Forget naval gazing, rubbing chins, thinking the ‘sky’s the limit’ and drawing on boards with time and people to spare. Could working with just one or two others – be they the boss or the work experience OR against the clock make us sharper? Is what we see as a constraint really an excuse to deliver a response that’s authentic (and even fun) vs over-engineered?

Having been born and raised professionally in entrepreneurial organisations, sat in the audience at The Creative Shootout and participated in the odd Ingenuity event, I can certainly vouch for when small teams on projects have produced awesome, clear thinking. I’ve also loved sitting down with a client or their team to face down a task at hand and ‘get shit done’.
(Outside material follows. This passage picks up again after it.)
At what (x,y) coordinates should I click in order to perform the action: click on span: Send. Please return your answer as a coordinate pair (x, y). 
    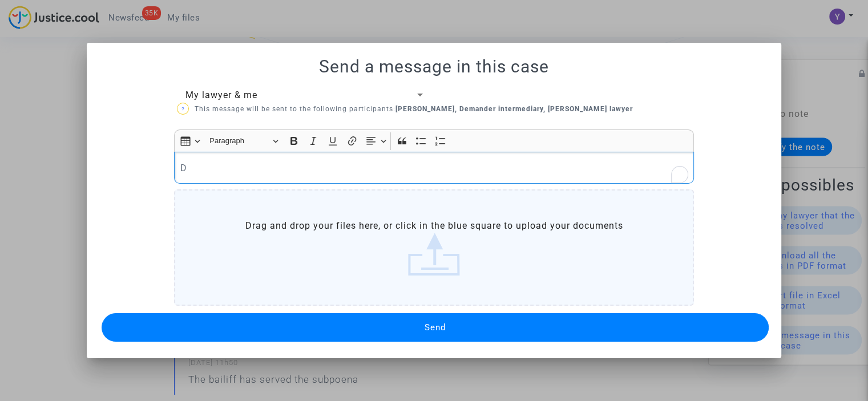
    Looking at the image, I should click on (435, 327).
Far from being a compromise, building out your first and often best idea (time) or keeping things simple (budget) often means you’re not over-complicating, watering down or hedging your bets on your response. You’re keeping things fresh, focusing on the brief and stepping away from decision by committee. This means acting resourcefully and bouncing stuff around with fewer colleagues or (vitally) the client ahead of the key presentation date.

In this climate of uncertainty, being able to move fast as the sands shift feels key to getting things over the line. If you can’t pitch the idea in less than a minute, how can a client sell it internally or a team get media or influencers to understand it?

So, while discomfort isn’t the cosiest word and there’s sometimes an element of ‘no pain no gain’ in doing great work, constraints can also be hugely energising in our business. You can’t beat the buzz of being truly accountable as you focus on a deadline.